14 pointsby smb06over 7 years ago

2 comments

gopalvover 7 years ago
&gt; even those who know their algorithms are at a risk of bias are more interested in the bottom line<p>There&#x27;s more to it than the bottom line, the trouble is that nobody wants to take responsibility trying to change the world that they think they&#x27;ve distilled into a model - there&#x27;s a lot of fitting decisions to past patterns than actually changing society.<p>The algorithms are inheriting biases from the past and hiding them - your zipcode affecting your repayment potential, that&#x27;s good old redlining in action all over again. Change can happen, but the algorithms will hide the bias, where it can&#x27;t be challenged.<p>And then there&#x27;s carried-over sample bias - if most people who sign up to clinical trials for cancer are those of a certain level of wealth, with adequate help to drive them to the chemo, then the uncovered genetic samples that come out of the research program will reflect the economic inequality advantages which was offered to a geriatric during their earning years.<p>Algorithms which rely on past information to be incrementally better are in fact conservative towards their underlying model. Anything else would be self-destructive to the algorithm and in effect, be a problem to the user of the algorithms.

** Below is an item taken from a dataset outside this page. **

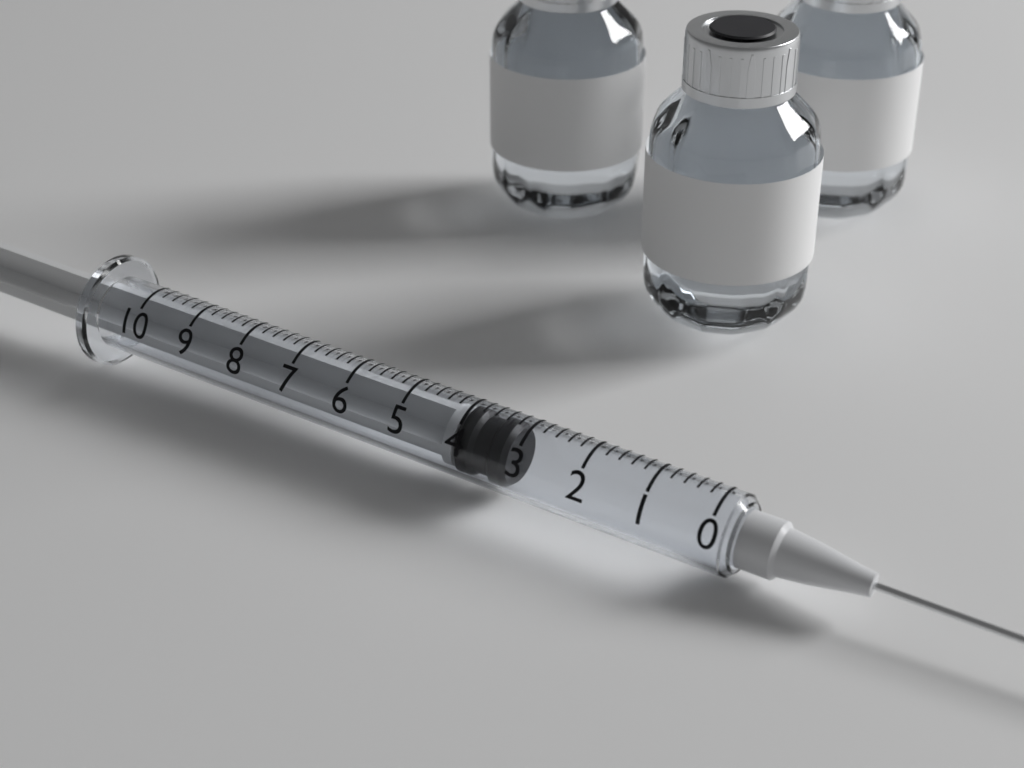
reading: 3.2 (no unit)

jonnydubowskyover 7 years ago
This problem will haunt us forever if we don&#x27;t take it seriously today. What does taking this seriously look like? Is there an effective model for &quot;lobbying&quot; the industry and specific companies in a meaningful way? As I am just descending down this particular rabbit hole, I don&#x27;t have any answers yet. Perhaps exposing the worst examples of these biases, like in criminal sentencing algorithms, and other public verticals, we might begin drawing more attention to the urgent matter at hand.